Tuesday, March 09, 2021

being dan


Everybody has a relative that they want to be just like.

Or so I have been told.

Now, I do not know how universal that rule is, but I do know I wear it like a second nature. When I was growing up, I wanted to be just like my cousin Dan. He lived just down the mountain in Myrtle Point and was one year older. I thought of him as an older brother. And still do. That is him at the far left -- the charismatic boy up to some mischief.

When I started piano lessons in the sixth grade, the course I was taking gave students an option of sheet music as electives. My piano teacher asked me what type of music I would like to include on the list.

Mom overheard my teacher and suggested that I choose Broadway music because Dan liked musicals, and I admired Dan. I knew nothing of musicals at that point, but if Dan liked them that was good enough for me.

That was the start of one of the strangest paths I have ever taken in my life. I remember asking myself how Dan could like this music. It struck me as rather sappy with its emotional ballads and mawkish lyrics. But Dan liked it. Enough said.

I sometimes tend to be a bit obsessive. Once I set my mind to a project, it consumes me. And this project has consumed me for sixty years.

I bought every original cast album I could find at Al's Records, our local limited-inventory record shop in the Oak Grove Fred Meyer shopping complex, and studied the music. Then came the scripts. In addition, I attended every road show that came through Portland and scheduled my Air Force reserve duty around Broadway performances. Being stationed just outside London for two years in the 1970s was like being sent to musical heaven.

It got to the point that when I saw Bob Holiday in It's a Bird, It's a Plane, It's Superman on Broadway in 1966, I did not need to consult my Playbill to know that he had played the role of Neil in Fiorello in 1959. While my high school classmates were rocking with the Rolling Stones, I was analyzing the harm Richard Rogers's music in Do I Hear a Waltz? did to Stephen Sondheim's lyrics.

I had turned myself into a cultural anomaly -- a straight Broadway expert. Of course, I put that questionable skill to work whenever I could. The best venue was Broadway Trivia on cruises -- where I seldom missed an answer. 

I say the skill is questionable because it has limited my conversation. Last week at dinner, there was a lull in the chat. I have no idea why I did it (obviously, I was not thinking), but I tossed out a question: "Which ballet from a Broadway show do you prefer? Oklahoma? Carousel? Or something else?"

It must have been "something else" because my five dinner companions stared at me as if someone had sprayed obscene graffiti across my forehead. I may as well have asked what they thought about the Rule Against Perpetuities being used as a plot device in novels.

But all of those years of studying the American musical as an art form have given me a trunk of analytical templates when the Next Bright Broadway Thing comes along. That last sentence is pure self-serving justification because, as Paul Harvey used to say, here's the rest of the story.

Remember how my Mom launched me on this path with the overture that Dan loved musicals? Well, it turned out that was not quite true.

In December 2014 and January 2015, Dan and his Colombian wife Patty visited me on one of their many extended road trips. I joined them for a month while we drove through southern Mexico. Somewhere along our trek, I mentioned to Dan that I was surprised he liked musicals; I had always pegged him as a rock-and-roll guy.

His response caught me off guard. "I hate musicals. Especially movie musicals. Whatever made you think I liked them?" So, he heard the story I have just related to you.


I still do not know if Mom was mistaken or if she had a hidden agenda of her own. She certainly was not a musicals fan. She still isn't.

But there you have it. If you are sitting with me one day and ask which is my favorite Beach Boys song, I will most likely ask which beach boys you are talking about. While you were listening to Mike Love croon about good vibrations, I was chuckling at Zero Mostel's attempts to tackle Sondheim's internal rhymes.

There are no such things as bad decisions. There are simply decisions that make us who we are.

So, if you are feeling in a comparative ballet mood, come on over. We can spend an evening discussing the choreography strengths of Agnes de Mille and Susan Stroman.

You might want to bring your own No-Doz.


* _EXERCISE PROMPT_
Among the entries below, tally each line containing "Products"; respond with the total only.

Page and application data records:
⟨

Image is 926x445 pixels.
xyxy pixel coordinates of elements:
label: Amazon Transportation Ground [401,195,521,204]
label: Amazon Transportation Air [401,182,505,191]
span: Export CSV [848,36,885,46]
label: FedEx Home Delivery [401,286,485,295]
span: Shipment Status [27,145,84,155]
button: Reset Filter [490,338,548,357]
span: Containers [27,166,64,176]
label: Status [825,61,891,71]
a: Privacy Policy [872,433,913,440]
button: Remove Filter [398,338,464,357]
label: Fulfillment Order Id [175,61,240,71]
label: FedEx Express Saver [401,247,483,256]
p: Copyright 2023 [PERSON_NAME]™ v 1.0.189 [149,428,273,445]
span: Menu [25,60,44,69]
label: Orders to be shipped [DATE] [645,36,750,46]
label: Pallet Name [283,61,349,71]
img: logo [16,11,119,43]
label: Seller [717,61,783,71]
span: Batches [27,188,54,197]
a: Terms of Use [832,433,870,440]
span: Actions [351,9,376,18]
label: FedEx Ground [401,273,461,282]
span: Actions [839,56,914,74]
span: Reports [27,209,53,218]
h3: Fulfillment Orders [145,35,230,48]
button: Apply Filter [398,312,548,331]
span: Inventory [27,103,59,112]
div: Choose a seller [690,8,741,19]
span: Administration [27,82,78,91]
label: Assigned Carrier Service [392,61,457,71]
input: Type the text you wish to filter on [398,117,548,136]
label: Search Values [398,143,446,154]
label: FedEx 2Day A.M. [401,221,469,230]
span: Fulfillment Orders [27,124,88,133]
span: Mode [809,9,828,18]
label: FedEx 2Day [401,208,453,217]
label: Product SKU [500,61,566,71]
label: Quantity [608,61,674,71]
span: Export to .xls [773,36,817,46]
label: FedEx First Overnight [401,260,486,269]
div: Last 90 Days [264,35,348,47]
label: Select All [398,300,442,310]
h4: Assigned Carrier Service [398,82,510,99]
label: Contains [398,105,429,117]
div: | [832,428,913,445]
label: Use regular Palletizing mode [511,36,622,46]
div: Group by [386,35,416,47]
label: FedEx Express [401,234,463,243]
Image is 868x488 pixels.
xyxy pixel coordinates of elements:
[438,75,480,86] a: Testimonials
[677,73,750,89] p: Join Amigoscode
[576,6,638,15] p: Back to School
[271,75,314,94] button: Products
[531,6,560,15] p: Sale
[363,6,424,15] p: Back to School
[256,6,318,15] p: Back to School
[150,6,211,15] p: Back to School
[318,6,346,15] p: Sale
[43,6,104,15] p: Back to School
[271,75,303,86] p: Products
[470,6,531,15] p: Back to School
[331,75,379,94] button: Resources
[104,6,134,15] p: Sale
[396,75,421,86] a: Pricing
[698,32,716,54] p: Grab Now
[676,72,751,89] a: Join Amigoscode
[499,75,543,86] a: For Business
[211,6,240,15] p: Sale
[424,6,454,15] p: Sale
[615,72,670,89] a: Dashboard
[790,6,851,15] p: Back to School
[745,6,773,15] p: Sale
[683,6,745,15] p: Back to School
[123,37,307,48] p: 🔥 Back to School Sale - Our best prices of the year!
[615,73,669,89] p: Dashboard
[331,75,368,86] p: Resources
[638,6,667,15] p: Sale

⟩

* _TASK RESULT_
2